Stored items
###
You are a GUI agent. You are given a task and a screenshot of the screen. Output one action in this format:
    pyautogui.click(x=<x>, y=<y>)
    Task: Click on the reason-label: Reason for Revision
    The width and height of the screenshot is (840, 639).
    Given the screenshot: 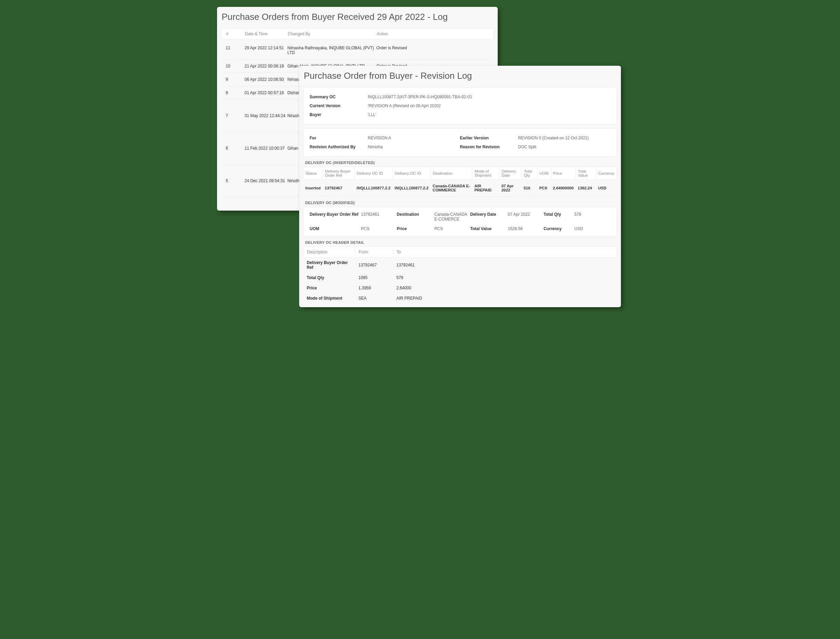 What is the action you would take?
    pyautogui.click(x=489, y=147)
###
*INSTRUCTIONS FOR THE TASK*
Your answer must be the lines from the first line of the entries above through the line that contains "The width and", written out exactly.

*EXERCISE SOLUTION*
You are a GUI agent. You are given a task and a screenshot of the screen. Output one action in this format:
    pyautogui.click(x=<x>, y=<y>)
    Task: Click on the reason-label: Reason for Revision
    The width and height of the screenshot is (840, 639).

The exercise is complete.